Many of the readers of this blog either manage or have some tangential relationship to a blood drawing center or team. Some of them are managed very well and some are not. Flooring the Consumer is a marketing blog written by C. B. Whittemore with a special focus on improving the consumer experience. In a recent note, she takes LabCorp to task about a bad blood drawing experience she shared with her young daughter at a patient service center (see: Hall of Shame Inductee - LabCorp). My guess is that her encounter is probably replicated many times per day across the country. Her list of complaints is long and I won't quote copy the entire note but rather present below a series of short quotes extracted from it:
- The totally bland waiting room is a mad house.
- No reading materials. No toys. Nothing on the wall except for a flat screen TV displaying mini-educational dramas with medical messages: 75% of gonorrhea infections go undetected. I'm grateful that my daughter doesn't understand what is being discussed.
- No one at the glass window. I see lots of hand-written signs festooning the window directing me to sign in and sit down - and fill out another form.
- I see a person and ask what the wait time is: "Two hours," she snaps.
- [We] hear a name [of a patient being] called out from the back. Imagine: a disembodied voice calling a first name. Now, don't you think that using a full name to begin with would not only have been more respectful, but also a more efficient way to process people?
- Phlebotomist's comment to her small daughter: "Little girl, other people are waiting for me and I don't have all day."
She summarizes her experience in the following way:
As patient-consumers, we don't have as many options as we do in the retail world. We are held captive by our insurance carriers, our primary care providers, our medical relationships.... We can certainly change some aspects, but it takes effort [more forms to fill out; identifying alternate options] and time. However, many medical providers have started focusing on the overall experience of their customers. They realize that repeat business and word-of-mouth endorsements matter - as they do in retail! Which makes LabCorp's poor and insensitive service even more unacceptable and its force-feeding of medical marketing messages intolerable.
I can add nothing more of value to her description of the experience and general advice to healthcare providers. I am sure that all of the readers of this blog understand that many of the problems described above can be corrected by better personnel selection and training and perhaps some minor expenditures such as magazine subscriptions. Ironically, this note comes hard on the heals of my recent tribute to the phlebotomists of the country, the vast majority of whom treat patients with respect, courtesy, and sensitivity.
It's risky to extrapolate from a sample size of one, but LabCorp also has a lot of money riding on an urgent need to develop a more welcoming blood drawing experience for their customers --$200M. To quote from the now famous email written by Neal Patterson, the CEO of Cerner: Tick, tock.
::Update on 1/29/2007 @ 5:00 p.m.
This story gets even worse. See: "Sorry pumpkin" - The LabCorp Saga Continues.
I,too, had a bad experience at Labcorp. The lady who drew my blood could clearly see that my veins are very small. She stuck in a needle that was 2 times the size of what is appropriate for my vein size. Being that I considered her as the professional(for a brief few moments) I did not say anything. She then pulled the needle almost all the way out and pushed it back into the vein!!! It didn't lead to blood flow. Instead, it lead to a painful experiece resulting in a painful bruise. Next time I go to labcorp (because it seems to be the only choice for labs) I am going to ask for THE professional when I arrive!
Posted by: Maria del Mar | June 27, 2011 at 06:36 PM
Bruce, my LabCorp experience continues. I just posted about it at http://flooringtheconsumer.blogspot.com.
Posted by: C. B. Whittemore | January 28, 2007 at 05:51 PM
Thank you for picking up this LabCorp story and mentioning Flooring The Consumer. It's fascinating to read about the bigger blood drawing context. One clarification: my daughter is the one who said "squirt, squirt", not the phlebotomist.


WHAT THE EXERCISE ASKS → Look through the data below and count each line where the word "Efficiency" appears. Reply with the count alone.
* * * * * * *
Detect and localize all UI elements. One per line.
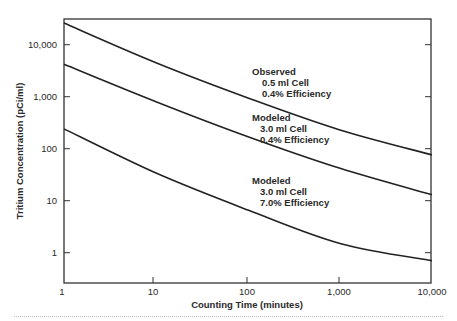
x-ticks bbox=[153, 277, 339, 283]
annotation-observed: Observed 0.5 ml Cell 0.4% Efficiency bbox=[252, 66, 332, 99]
plot-frame bbox=[64, 19, 431, 283]
annotation-modeled-70: Modeled 3.0 ml Cell 7.0% Efficiency bbox=[252, 175, 330, 208]
x-tick-label-1000: 1,000 bbox=[327, 286, 351, 297]
x-tick-label-100: 100 bbox=[239, 286, 255, 297]
y-tick-labels: 10,000 1,000 100 10 1 bbox=[28, 39, 57, 258]
annotation-modeled-70-line1: Modeled bbox=[252, 175, 291, 186]
x-axis-title: Counting Time (minutes) bbox=[191, 299, 303, 310]
tritium-chart: 10,000 1,000 100 10 1 1 10 100 1,000 10,… bbox=[0, 0, 457, 321]
y-tick-label-100: 100 bbox=[41, 143, 57, 154]
annotation-modeled-04-line2: 3.0 ml Cell bbox=[260, 123, 307, 134]
annotation-observed-line3: 0.4% Efficiency bbox=[262, 88, 332, 99]
x-tick-labels: 1 10 100 1,000 10,000 bbox=[59, 286, 446, 297]
x-tick-label-10000: 10,000 bbox=[417, 286, 446, 297]
y-tick-label-10: 10 bbox=[46, 195, 57, 206]
annotation-modeled-70-line3: 7.0% Efficiency bbox=[260, 197, 330, 208]
y-tick-label-1000: 1,000 bbox=[33, 91, 57, 102]
annotation-modeled-70-line2: 3.0 ml Cell bbox=[260, 186, 307, 197]
series-line-2 bbox=[64, 129, 432, 261]
y-ticks bbox=[64, 45, 431, 253]
x-tick-label-10: 10 bbox=[148, 286, 159, 297]
annotation-observed-line2: 0.5 ml Cell bbox=[262, 77, 309, 88]
series-line-0 bbox=[64, 23, 432, 155]
figure-caption-clipped bbox=[0, 316, 457, 321]
series-line-1 bbox=[64, 64, 432, 195]
x-tick-label-1: 1 bbox=[59, 286, 64, 297]
y-tick-label-1: 1 bbox=[52, 247, 57, 258]
annotation-modeled-04-line3: 0.4% Efficiency bbox=[260, 134, 330, 145]
annotation-observed-line1: Observed bbox=[252, 66, 296, 77]
y-axis-title: Tritium Concentration (pCi/ml) bbox=[14, 83, 25, 220]
annotation-modeled-04-line1: Modeled bbox=[252, 112, 291, 123]
annotation-modeled-04: Modeled 3.0 ml Cell 0.4% Efficiency bbox=[252, 112, 330, 145]
y-tick-label-10000: 10,000 bbox=[28, 39, 57, 50]
series-lines bbox=[64, 23, 432, 261]
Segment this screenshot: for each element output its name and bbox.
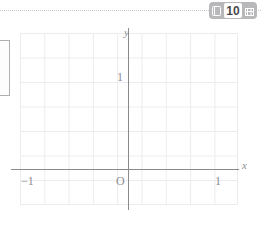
x-axis-label: x (242, 160, 247, 171)
score-badge: 10 (209, 2, 257, 19)
y-tick-label-1: 1 (117, 71, 123, 83)
page-root: 10 y x 1 O −1 1 (0, 0, 261, 229)
y-axis (128, 28, 129, 210)
x-axis (11, 169, 239, 170)
building-icon (243, 3, 256, 18)
x-tick-label-1: 1 (215, 175, 221, 187)
graph-grid-bottom-edge (20, 204, 238, 205)
origin-label: O (116, 175, 125, 187)
graph-grid-right-edge (237, 33, 238, 205)
badge-count: 10 (224, 3, 242, 18)
left-callout-box (0, 40, 10, 96)
graph-gridlines (20, 33, 238, 205)
coordinate-graph: y x 1 O −1 1 (20, 33, 238, 205)
y-axis-label: y (124, 27, 129, 38)
book-icon (210, 3, 223, 18)
x-tick-label-neg1: −1 (21, 175, 34, 187)
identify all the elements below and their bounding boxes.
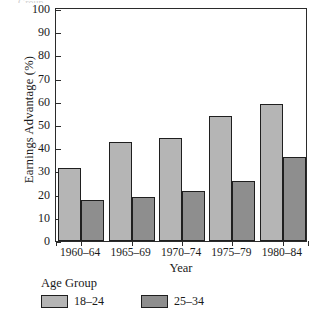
- x-axis-title: Year: [55, 261, 307, 276]
- y-tick-label: 80: [24, 49, 50, 61]
- y-tick-mark: [56, 56, 61, 57]
- x-tick-label: 1970–74: [161, 246, 201, 258]
- plot-area: [55, 8, 307, 242]
- y-tick-label: 60: [24, 96, 50, 108]
- y-tick-label: 30: [24, 165, 50, 177]
- bar: [132, 197, 155, 241]
- y-tick-label: 50: [24, 119, 50, 131]
- bar: [81, 200, 104, 241]
- legend-swatch: [141, 295, 168, 308]
- bar-chart: Group Earnings Advantage (%) 01020304050…: [0, 0, 313, 310]
- bar: [109, 142, 132, 241]
- bar: [260, 104, 283, 241]
- bar: [58, 168, 81, 241]
- legend-label: 25–34: [174, 294, 204, 309]
- legend: 18–2425–34: [41, 294, 313, 310]
- y-tick-mark: [56, 103, 61, 104]
- y-tick-label: 90: [24, 26, 50, 38]
- y-tick-mark: [56, 149, 61, 150]
- legend-title: Age Group: [41, 276, 97, 291]
- x-tick-label: 1960–64: [60, 246, 100, 258]
- bar: [182, 191, 205, 241]
- y-tick-label: 0: [24, 235, 50, 247]
- y-tick-label: 40: [24, 142, 50, 154]
- bar: [209, 116, 232, 241]
- y-tick-mark: [56, 10, 61, 11]
- bar: [232, 181, 255, 241]
- y-tick-mark: [56, 126, 61, 127]
- legend-item: 25–34: [141, 294, 204, 309]
- y-tick-label: 100: [24, 3, 50, 15]
- x-tick-mark: [56, 241, 57, 246]
- x-tick-label: 1975–79: [211, 246, 251, 258]
- y-axis-tick-labels: 0102030405060708090100: [22, 0, 50, 310]
- x-tick-label: 1965–69: [110, 246, 150, 258]
- y-tick-label: 10: [24, 212, 50, 224]
- bar: [283, 157, 306, 241]
- legend-label: 18–24: [74, 294, 104, 309]
- legend-item: 18–24: [41, 294, 104, 309]
- bar: [159, 138, 182, 241]
- x-tick-mark: [308, 241, 309, 246]
- legend-swatch: [41, 295, 68, 308]
- y-tick-label: 70: [24, 73, 50, 85]
- x-tick-label: 1980–84: [262, 246, 302, 258]
- y-tick-mark: [56, 80, 61, 81]
- y-tick-label: 20: [24, 189, 50, 201]
- y-tick-mark: [56, 33, 61, 34]
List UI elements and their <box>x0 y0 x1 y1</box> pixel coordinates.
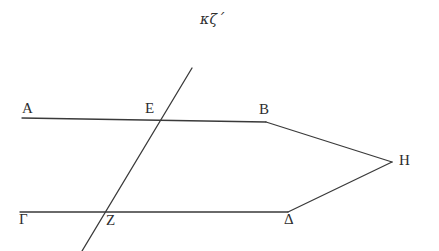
point-label-E: E <box>145 101 154 116</box>
segment-group <box>20 68 392 251</box>
point-label-Delta: Δ <box>284 212 294 227</box>
upper-converging-segment <box>266 122 392 162</box>
point-label-B: B <box>259 102 269 117</box>
transversal-line <box>82 68 192 251</box>
handwritten-numeral-note: κζ΄ <box>200 12 224 26</box>
figure-canvas <box>0 0 439 251</box>
geometry-figure: A E B H Γ Z Δ κζ΄ <box>0 0 439 251</box>
point-label-Gamma: Γ <box>19 212 28 227</box>
point-label-Z: Z <box>106 213 115 228</box>
lower-converging-segment <box>288 162 392 212</box>
top-horizontal-line <box>22 118 266 122</box>
point-label-H: H <box>399 153 410 168</box>
point-label-A: A <box>22 101 33 116</box>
* * * * * * *
RESULT OF THIS TASK → 6